Sen. Amy Klobuchar of Minnesota, who clashed several times with Warren, called her out early on for seeming to suggest that Democrats who don’t agree with her ideas don’t care about the middle class.
“I think simply because you have different ideas doesn’t mean you’re [not] fighting for regular people,” said Klobuchar, who joined others in saying that Warren’s ambitious policy plans were unrealistic. “The difference between a plan and a pipe dream is something you can actually get done.”
The pushback against Warren came amid a debate that amounted to a stress test for the top-tier candidates in a race that has changed markedly since the last time they met for a debate, in mid-September.
For Sen. Bernie Sanders, the debate was a test of his stamina following a heart attack two weeks ago; he held up with a robust performance. For Joe Biden, it was a test of how he was weathering a barrage of attacks from President Trump; he brushed off a moderator’s question, and his rivals largely avoided going after the former vice president.
Instead, while the debate featured many examples of candidates lunging and parrying with each other, no one sustained as many challenges as Warren. She also drew the deference a perceived front-runner often gets, as others frequently made their own points in reference to her and her ideas.

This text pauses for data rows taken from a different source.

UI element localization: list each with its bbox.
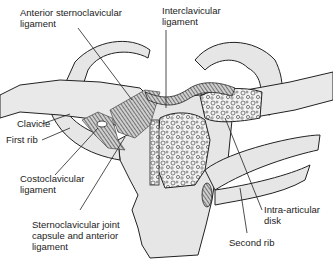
label-second-rib: Second rib	[229, 237, 274, 248]
label-costoclavicular-ligament: Costoclavicular ligament	[20, 173, 84, 195]
label-first-rib: First rib	[6, 134, 38, 145]
label-intra-articular-disk: Intra-articular disk	[264, 204, 320, 226]
label-sternoclavicular-joint-capsule: Sternoclavicular joint capsule and anter…	[32, 219, 120, 252]
label-interclavicular-ligament: Interclavicular ligament	[162, 5, 221, 27]
label-anterior-sternoclavicular-ligament: Anterior sternoclavicular ligament	[20, 7, 122, 29]
label-clavicle: Clavicle	[17, 118, 50, 129]
sternoclavicular-joint-diagram: Anterior sternoclavicular ligament Inter…	[0, 0, 333, 263]
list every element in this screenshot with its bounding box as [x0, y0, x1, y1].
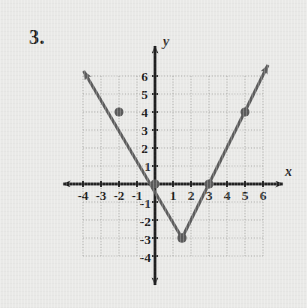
y-tick-label-5: 5	[141, 87, 148, 102]
y-tick-label-neg2: -2	[140, 214, 151, 229]
point-neg2-4	[114, 107, 123, 116]
y-tick-label-neg1: -1	[140, 196, 151, 211]
y-tick-label-6: 6	[141, 69, 148, 84]
x-tick-label-4: 4	[224, 188, 231, 203]
y-tick-label-3: 3	[141, 123, 148, 138]
y-tick-label-neg3: -3	[140, 232, 151, 247]
x-tick-label-neg2: -2	[113, 188, 124, 203]
x-axis-label: x	[284, 164, 292, 179]
grid-lines	[83, 76, 263, 256]
x-tick-label-5: 5	[242, 188, 249, 203]
y-tick-label-neg4: -4	[140, 250, 151, 265]
coordinate-plane-graph: -4 -3 -2 -1 1 2 3 4 5 6 6 5 4 3 2 1 -1 -…	[0, 0, 307, 308]
y-tick-label-4: 4	[141, 105, 148, 120]
y-tick-label-1: 1	[144, 159, 151, 174]
x-tick-label-6: 6	[260, 188, 267, 203]
x-tick-label-1: 1	[170, 188, 177, 203]
plotted-points	[114, 107, 249, 242]
y-tick-label-2: 2	[141, 141, 148, 156]
absolute-value-curve	[84, 65, 268, 238]
point-origin	[150, 179, 159, 188]
x-tick-label-2: 2	[188, 188, 195, 203]
point-5-4	[240, 107, 249, 116]
x-tick-label-neg4: -4	[77, 188, 88, 203]
y-axis-label: y	[161, 34, 170, 49]
x-tick-label-3: 3	[206, 188, 213, 203]
figure-container: 3.	[0, 0, 307, 308]
point-vertex	[177, 233, 187, 243]
x-tick-label-neg3: -3	[95, 188, 106, 203]
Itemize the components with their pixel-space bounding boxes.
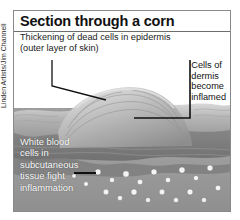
white-blood-cell — [179, 167, 185, 173]
white-blood-cell — [137, 179, 143, 185]
label-dermis: Cells of dermis become inflamed — [191, 60, 226, 102]
artist-credit: Linden Artists/Jim Channell — [0, 98, 110, 108]
white-blood-cell — [173, 197, 178, 202]
white-blood-cell — [103, 189, 109, 195]
caption-zone: Thickening of dead cells in epidermis (o… — [14, 32, 230, 60]
artist-credit-text: Linden Artists/Jim Channell — [0, 98, 7, 108]
title-band: Section through a corn — [14, 11, 230, 32]
white-blood-cell — [84, 182, 89, 187]
corn-cross-section-illustration: Cells of dermis become inflamed White bl… — [14, 60, 230, 212]
white-blood-cell — [109, 177, 114, 182]
label-white-blood-cells: White blood cells in subcutaneous tissue… — [20, 136, 78, 193]
white-blood-cell — [202, 198, 207, 203]
white-blood-cell — [151, 169, 157, 175]
white-blood-cell — [207, 165, 213, 171]
white-blood-cell — [193, 175, 198, 180]
white-blood-cell — [131, 189, 137, 195]
white-blood-cell — [146, 198, 151, 203]
white-blood-cell — [215, 185, 221, 191]
white-blood-cell — [123, 171, 129, 177]
white-blood-cell — [117, 195, 122, 200]
white-blood-cell — [165, 177, 170, 182]
white-blood-cell — [187, 189, 193, 195]
figure-frame: Section through a corn Thickening of dea… — [13, 10, 231, 212]
label-epidermis: Thickening of dead cells in epidermis (o… — [20, 32, 171, 53]
page-title: Section through a corn — [20, 13, 174, 29]
white-blood-cell — [159, 189, 165, 195]
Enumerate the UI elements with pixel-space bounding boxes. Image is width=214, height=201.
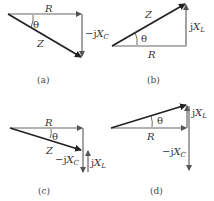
theta-arc [151,116,152,127]
caption-c: (c) [38,186,50,196]
theta-label: θ [141,33,147,44]
z-label: Z [45,145,54,156]
z-label: Z [144,9,153,20]
panel-c: R θ Z −jXC jXL (c) [10,117,106,196]
neg-jxc-label: −jXC [162,146,187,159]
theta-label: θ [157,115,163,126]
jxl-label: jXL [90,157,106,170]
neg-jxc-label: −jXC [55,154,80,167]
r-label: R [44,117,53,128]
r-label: R [44,3,53,14]
theta-arc [135,32,137,45]
caption-a: (a) [37,75,49,85]
z-label: Z [36,38,45,49]
panel-a: R θ Z −jXC (a) [8,3,110,85]
panel-d: θ R jXL −jXC (d) [111,105,207,196]
neg-jxc-label: −jXC [85,28,110,41]
r-label: R [147,49,156,60]
jxl-label: jXL [191,107,207,120]
theta-label: θ [33,19,39,30]
caption-d: (d) [150,186,163,196]
r-label: R [146,131,155,142]
z-vector [111,105,186,128]
jxl-label: jXL [189,21,205,34]
z-vector [8,14,81,57]
caption-b: (b) [147,75,160,85]
impedance-triangles-diagram: R θ Z −jXC (a) θ R Z jXL (b) R θ Z −jXC … [0,0,214,201]
theta-label: θ [52,131,58,142]
panel-b: θ R Z jXL (b) [112,4,205,85]
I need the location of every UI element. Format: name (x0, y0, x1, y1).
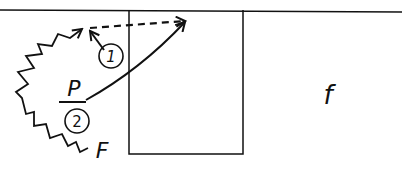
label-2: 2 (72, 113, 82, 131)
label-f: f (323, 80, 336, 110)
label-1: 1 (106, 48, 116, 66)
top-boundary-line (0, 10, 402, 12)
box-outline (129, 10, 243, 154)
label-F: F (96, 138, 109, 163)
point-label-P: P (67, 76, 81, 101)
diagram-canvas: 1 P 2 F f (0, 0, 411, 176)
dashed-arrow (90, 21, 185, 28)
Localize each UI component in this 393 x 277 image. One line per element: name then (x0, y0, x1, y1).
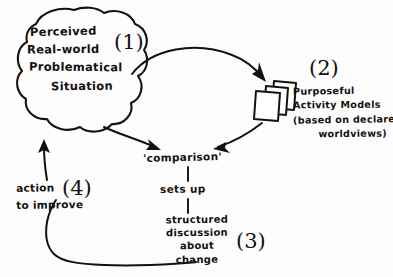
step-number-1: (1) (114, 30, 144, 54)
arrow-cloud-to-comparison (104, 127, 157, 148)
ssm-diagram-canvas: Perceived Real-world Problematical Situa… (0, 0, 393, 277)
models-line-1: Purposeful (293, 85, 393, 97)
cloud-line-4: Situation (26, 80, 138, 93)
sets-up-label: sets up (160, 184, 206, 195)
card-front-shape (254, 91, 280, 121)
cloud-line-3: Problematical (26, 62, 138, 75)
discussion-label-block: structured discussion about change (155, 215, 239, 268)
action-line-2: to improve (16, 199, 83, 211)
discussion-line-2: discussion (155, 228, 239, 239)
step-number-3: (3) (236, 229, 266, 253)
step-number-4: (4) (62, 176, 92, 200)
arrowhead-cloud-to-models (252, 62, 266, 82)
step-number-2: (2) (309, 56, 339, 80)
action-line-1: action (16, 182, 55, 193)
discussion-line-1: structured (155, 214, 239, 225)
models-line-2: Activity Models (293, 100, 393, 111)
models-line-3: (based on declared (293, 114, 393, 125)
discussion-line-4: change (155, 254, 239, 266)
models-label-block: Purposeful Activity Models (based on dec… (293, 86, 393, 143)
discussion-line-3: about (155, 241, 239, 252)
arrow-cloud-to-models (132, 48, 264, 79)
comparison-label: 'comparison' (143, 151, 222, 164)
models-line-4: worldviews) (293, 128, 393, 139)
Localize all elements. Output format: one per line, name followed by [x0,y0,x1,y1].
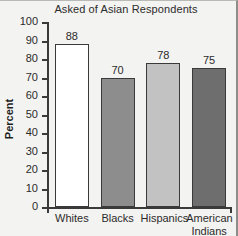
bar-chart-figure: Asked of Asian Respondents Percent 10090… [0,0,238,236]
x-axis-category-label: Blacks [95,212,141,225]
x-axis-category-label: Whites [49,212,95,225]
y-axis-tick-label: 50 [12,108,38,120]
plot-area: 1009080706050403020100 88707875 [47,22,232,209]
y-axis-tick: 40 [42,133,47,135]
y-axis-tick: 30 [42,152,47,154]
category-line-1: Blacks [95,212,141,225]
y-axis-tick-label: 90 [12,34,38,46]
x-axis-line [47,207,232,209]
bar-slot: 88 [55,22,89,207]
bar-value-label: 75 [180,54,238,66]
bar[interactable] [101,78,135,208]
category-line-1: Hispanics [141,212,187,225]
bar-slot: 75 [192,22,226,207]
y-axis-tick-label: 70 [12,71,38,83]
bar-value-label: 70 [89,64,147,76]
y-axis-tick: 50 [42,115,47,117]
y-axis-tick: 60 [42,96,47,98]
y-axis-tick-label: 20 [12,163,38,175]
category-line-1: American [186,212,232,225]
y-axis-tick: 70 [42,78,47,80]
bar-slot: 70 [101,22,135,207]
y-axis-tick-label: 0 [12,200,38,212]
y-axis-tick-label: 60 [12,89,38,101]
category-line-2: Indians [186,225,232,236]
chart-title: Asked of Asian Respondents [36,3,216,15]
y-axis-tick: 10 [42,189,47,191]
bar-group: 88707875 [49,22,232,207]
x-axis-category-labels: WhitesBlacksHispanicsAmericanIndians [47,212,232,236]
y-axis-tick-label: 40 [12,126,38,138]
y-axis-tick: 0 [42,207,47,209]
bar-slot: 78 [146,22,180,207]
bar[interactable] [192,68,226,207]
y-axis-tick-label: 80 [12,52,38,64]
bar-value-label: 88 [43,30,101,42]
bar[interactable] [55,44,89,207]
y-axis-tick-label: 10 [12,182,38,194]
x-axis-category-label: AmericanIndians [186,212,232,236]
category-line-1: Whites [49,212,95,225]
y-axis-tick: 80 [42,59,47,61]
y-axis-tick-label: 30 [12,145,38,157]
bar[interactable] [146,63,180,207]
x-axis-category-label: Hispanics [141,212,187,225]
y-axis-tick: 20 [42,170,47,172]
y-axis-tick-label: 100 [12,15,38,27]
y-axis-tick: 100 [42,22,47,24]
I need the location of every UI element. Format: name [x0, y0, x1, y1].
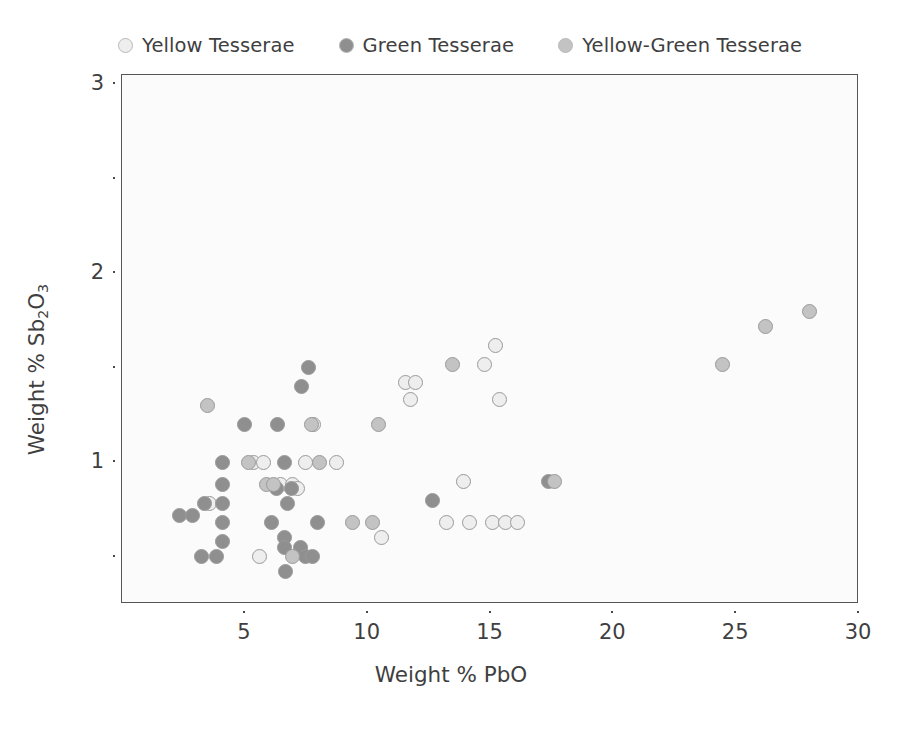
data-point [301, 360, 316, 375]
x-axis-tick-label: 15 [476, 620, 503, 644]
data-point [270, 417, 285, 432]
data-point [264, 515, 279, 530]
x-axis-tick-label: 20 [599, 620, 626, 644]
data-point [456, 474, 471, 489]
data-point [802, 304, 817, 319]
data-point [758, 319, 773, 334]
x-axis-tick-label: 5 [237, 620, 250, 644]
data-point [425, 493, 440, 508]
legend-label: Yellow Tesserae [142, 34, 295, 57]
x-axis-tick [243, 611, 245, 613]
data-point [266, 477, 281, 492]
data-point [185, 508, 200, 523]
chart-legend: Yellow TesseraeGreen TesseraeYellow-Gree… [118, 28, 818, 62]
x-axis-tick [489, 611, 491, 613]
data-point [194, 549, 209, 564]
data-point [241, 455, 256, 470]
data-point [285, 549, 300, 564]
data-point [310, 515, 325, 530]
data-point [547, 474, 562, 489]
legend-marker-icon [558, 38, 573, 53]
legend-entry[interactable]: Green Tesserae [339, 34, 515, 57]
legend-marker-icon [118, 38, 133, 53]
y-axis-tick-label: 3 [91, 71, 104, 95]
data-point [215, 455, 230, 470]
y-axis-tick [113, 177, 115, 179]
x-axis-label: Weight % PbO [0, 662, 902, 687]
scatter-chart-figure: Yellow TesseraeGreen TesseraeYellow-Gree… [0, 0, 902, 738]
x-axis-tick-label: 10 [353, 620, 380, 644]
legend-label: Green Tesserae [363, 34, 515, 57]
data-point [278, 564, 293, 579]
y-axis-tick [113, 366, 115, 368]
y-axis-tick [113, 460, 115, 462]
x-axis-tick-label: 30 [845, 620, 872, 644]
data-point [277, 455, 292, 470]
data-point [408, 375, 423, 390]
data-point [312, 455, 327, 470]
plot-area [122, 75, 857, 602]
y-axis-tick [113, 555, 115, 557]
data-point [477, 357, 492, 372]
data-point [215, 477, 230, 492]
legend-marker-icon [339, 38, 354, 53]
data-point [371, 417, 386, 432]
x-axis-tick [366, 611, 368, 613]
y-axis-tick-label: 1 [91, 449, 104, 473]
legend-label: Yellow-Green Tesserae [582, 34, 802, 57]
data-point [305, 549, 320, 564]
y-axis-label: Weight % Sb2O3 [25, 283, 50, 454]
y-axis-label-wrapper: Weight % Sb2O3 [22, 0, 52, 738]
data-point [445, 357, 460, 372]
x-axis-tick [857, 611, 859, 613]
legend-entry[interactable]: Yellow-Green Tesserae [558, 34, 802, 57]
data-point [237, 417, 252, 432]
x-axis-tick-label: 25 [722, 620, 749, 644]
data-point [304, 417, 319, 432]
data-point [256, 455, 271, 470]
legend-entry[interactable]: Yellow Tesserae [118, 34, 295, 57]
data-point [252, 549, 267, 564]
plot-frame [121, 74, 858, 603]
data-point [439, 515, 454, 530]
data-point [488, 338, 503, 353]
data-point [462, 515, 477, 530]
data-point [294, 379, 309, 394]
data-point [365, 515, 380, 530]
data-point [200, 398, 215, 413]
y-axis-tick-label: 2 [91, 260, 104, 284]
data-point [345, 515, 360, 530]
data-point [215, 515, 230, 530]
y-axis-tick [113, 271, 115, 273]
data-point [209, 549, 224, 564]
data-point [215, 534, 230, 549]
data-point [492, 392, 507, 407]
data-point [510, 515, 525, 530]
data-point [280, 496, 295, 511]
data-point [715, 357, 730, 372]
x-axis-tick [734, 611, 736, 613]
y-axis-tick [113, 82, 115, 84]
data-point [374, 530, 389, 545]
data-point [403, 392, 418, 407]
x-axis-tick [611, 611, 613, 613]
data-point [215, 496, 230, 511]
data-point [298, 455, 313, 470]
data-point [329, 455, 344, 470]
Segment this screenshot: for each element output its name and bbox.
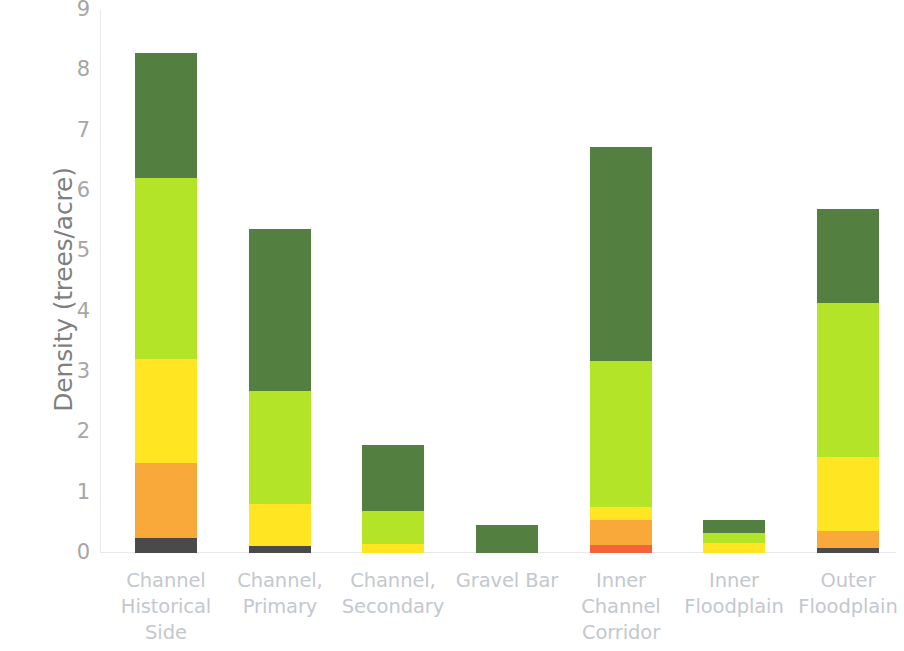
y-tick-1: 1 (50, 482, 90, 503)
bar-segment-dark-gray-class[interactable] (135, 538, 197, 553)
bar-group[interactable] (249, 10, 311, 553)
x-tick-label: Inner Channel Corridor (564, 568, 678, 646)
bar-segment-dark-green-class[interactable] (817, 209, 879, 303)
stacked-bar-chart: Density (trees/acre) 9876543210 Channel … (0, 0, 904, 651)
bar-segment-yellow-class[interactable] (703, 543, 765, 553)
bar-segment-yellow-green-class[interactable] (362, 511, 424, 544)
y-tick-2: 2 (50, 421, 90, 442)
bar-segment-orange-class[interactable] (590, 520, 652, 545)
bar-segment-dark-gray-class[interactable] (249, 546, 311, 553)
bar-segment-yellow-class[interactable] (249, 504, 311, 546)
bar-segment-yellow-class[interactable] (362, 544, 424, 553)
bar-group[interactable] (135, 10, 197, 553)
x-axis-tick-labels: Channel Historical SideChannel, PrimaryC… (100, 568, 896, 651)
bar-stack (476, 525, 538, 553)
bar-group[interactable] (590, 10, 652, 553)
bar-stack (703, 520, 765, 553)
plot-area (100, 10, 896, 553)
x-tick-label: Channel, Secondary (336, 568, 450, 620)
bar-segment-orange-class[interactable] (817, 531, 879, 548)
y-tick-0: 0 (50, 542, 90, 563)
bar-group[interactable] (476, 10, 538, 553)
bar-segment-dark-green-class[interactable] (249, 229, 311, 391)
x-tick-label: Gravel Bar (450, 568, 564, 594)
bar-stack (249, 229, 311, 553)
y-axis-line (100, 10, 101, 553)
x-tick-label: Inner Floodplain (677, 568, 791, 620)
y-tick-4: 4 (50, 301, 90, 322)
bar-segment-dark-green-class[interactable] (703, 520, 765, 533)
bar-segment-dark-green-class[interactable] (590, 147, 652, 361)
bar-segment-orange-class[interactable] (135, 463, 197, 538)
bar-segment-dark-gray-class[interactable] (817, 548, 879, 553)
y-tick-7: 7 (50, 120, 90, 141)
y-tick-5: 5 (50, 240, 90, 261)
bar-segment-yellow-class[interactable] (135, 359, 197, 463)
x-tick-label: Channel, Primary (223, 568, 337, 620)
x-tick-label: Channel Historical Side (109, 568, 223, 646)
bar-segment-yellow-green-class[interactable] (590, 361, 652, 507)
bar-segment-yellow-class[interactable] (590, 507, 652, 520)
bar-segment-dark-green-class[interactable] (362, 445, 424, 511)
y-axis-tick-labels: 9876543210 (48, 0, 90, 651)
bar-segment-yellow-green-class[interactable] (703, 533, 765, 543)
bar-segment-dark-green-class[interactable] (476, 525, 538, 553)
y-tick-3: 3 (50, 361, 90, 382)
bar-segment-yellow-green-class[interactable] (135, 178, 197, 359)
bar-stack (817, 209, 879, 553)
bar-stack (362, 445, 424, 553)
y-tick-9: 9 (50, 0, 90, 20)
bar-group[interactable] (703, 10, 765, 553)
bar-segment-yellow-class[interactable] (817, 457, 879, 531)
x-tick-label: Outer Floodplain (791, 568, 904, 620)
bar-group[interactable] (817, 10, 879, 553)
bar-stack (135, 53, 197, 553)
bar-stack (590, 147, 652, 553)
bar-segment-yellow-green-class[interactable] (817, 303, 879, 457)
bar-segment-dark-green-class[interactable] (135, 53, 197, 178)
y-tick-8: 8 (50, 59, 90, 80)
bar-segment-red-class[interactable] (590, 545, 652, 553)
bar-group[interactable] (362, 10, 424, 553)
y-tick-6: 6 (50, 180, 90, 201)
bar-segment-yellow-green-class[interactable] (249, 391, 311, 503)
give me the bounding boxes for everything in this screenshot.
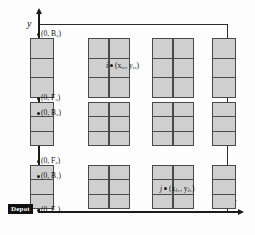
item-annotation-j: j (xⱼ₁, yⱼ₁)	[160, 184, 195, 193]
storage-cell	[153, 132, 172, 145]
storage-cell	[174, 132, 193, 145]
block-r1-c4	[212, 165, 236, 209]
block-r2-c3	[152, 102, 194, 146]
item-annotation-i-id: i	[106, 61, 108, 70]
storage-cell	[213, 117, 235, 130]
storage-cell	[31, 59, 53, 78]
warehouse-layout-figure: y x (0, B₃) (0, F₃) (0, B₂) (0, F₂) (0, …	[0, 0, 255, 235]
storage-cell	[89, 195, 108, 208]
storage-cell	[153, 59, 172, 78]
storage-cell	[153, 103, 172, 116]
storage-cell	[174, 117, 193, 130]
storage-cell	[89, 166, 108, 179]
storage-cell	[31, 117, 53, 130]
tick-label-b1: (0, B₁)	[41, 171, 61, 180]
storage-cell	[174, 166, 193, 179]
x-axis-line	[38, 211, 238, 213]
storage-cell	[31, 180, 53, 193]
tick-dot-b3	[37, 33, 40, 36]
storage-cell	[153, 78, 172, 97]
storage-cell	[153, 117, 172, 130]
item-annotation-j-id: j	[160, 184, 162, 193]
item-annotation-i: i (xᵢ₃, yᵢ₃)	[106, 61, 139, 70]
block-r1-c2	[88, 165, 130, 209]
storage-cell	[89, 103, 108, 116]
storage-cell	[213, 59, 235, 78]
storage-cell	[153, 166, 172, 179]
tick-label-b2: (0, B₂)	[41, 108, 61, 117]
storage-cell	[174, 78, 193, 97]
storage-cell	[213, 180, 235, 193]
storage-cell	[153, 195, 172, 208]
storage-cell	[31, 132, 53, 145]
storage-cell	[110, 103, 129, 116]
block-r3-c1	[30, 38, 54, 98]
tick-dot-b2	[37, 112, 40, 115]
block-r3-c3	[152, 38, 194, 98]
item-point-i-dot-icon	[110, 64, 113, 67]
storage-cell	[110, 195, 129, 208]
storage-cell	[213, 39, 235, 58]
item-annotation-j-coords: (xⱼ₁, yⱼ₁)	[169, 184, 194, 193]
storage-cell	[174, 59, 193, 78]
storage-cell	[213, 166, 235, 179]
storage-cell	[110, 132, 129, 145]
tick-dot-f2	[37, 160, 40, 163]
tick-dot-f3	[37, 97, 40, 100]
storage-cell	[89, 39, 108, 58]
depot-label: Depot	[8, 204, 33, 214]
warehouse-boundary	[38, 24, 228, 212]
storage-cell	[110, 166, 129, 179]
x-axis-arrow-icon	[238, 209, 244, 215]
y-axis-arrow-icon	[36, 8, 42, 14]
storage-cell	[110, 180, 129, 193]
tick-label-f1: (0, F₁)	[41, 205, 60, 214]
storage-cell	[89, 78, 108, 97]
storage-cell	[89, 117, 108, 130]
block-r2-c4	[212, 102, 236, 146]
block-r3-c4	[212, 38, 236, 98]
item-point-j-dot-icon	[164, 187, 167, 190]
storage-cell	[110, 117, 129, 130]
storage-cell	[110, 78, 129, 97]
storage-cell	[89, 180, 108, 193]
storage-cell	[153, 39, 172, 58]
storage-cell	[213, 78, 235, 97]
storage-cell	[213, 195, 235, 208]
tick-label-f2: (0, F₂)	[41, 156, 60, 165]
storage-cell	[213, 132, 235, 145]
block-r2-c2	[88, 102, 130, 146]
storage-cell	[213, 103, 235, 116]
item-annotation-i-coords: (xᵢ₃, yᵢ₃)	[115, 61, 139, 70]
storage-cell	[174, 195, 193, 208]
tick-label-b3: (0, B₃)	[41, 29, 61, 38]
storage-cell	[89, 132, 108, 145]
storage-cell	[110, 39, 129, 58]
y-axis-label: y	[27, 18, 31, 29]
storage-cell	[174, 103, 193, 116]
storage-cell	[174, 39, 193, 58]
tick-dot-f1	[37, 209, 40, 212]
tick-label-f3: (0, F₃)	[41, 93, 60, 102]
tick-dot-b1	[37, 175, 40, 178]
storage-cell	[31, 39, 53, 58]
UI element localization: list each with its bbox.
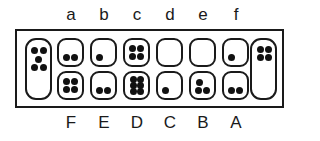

The nature of the debate testified to how much Warren’s position has improved in recent months. Biden has remained at the top of most polls but his lead has diminished markedly and has vanished in some cases. Support for Warren has steadily risen, especially in the early-voting states of Iowa and New Hampshire, as well as in California, which will send by far the largest of any state delegation to the Democratic nominating convention next summer.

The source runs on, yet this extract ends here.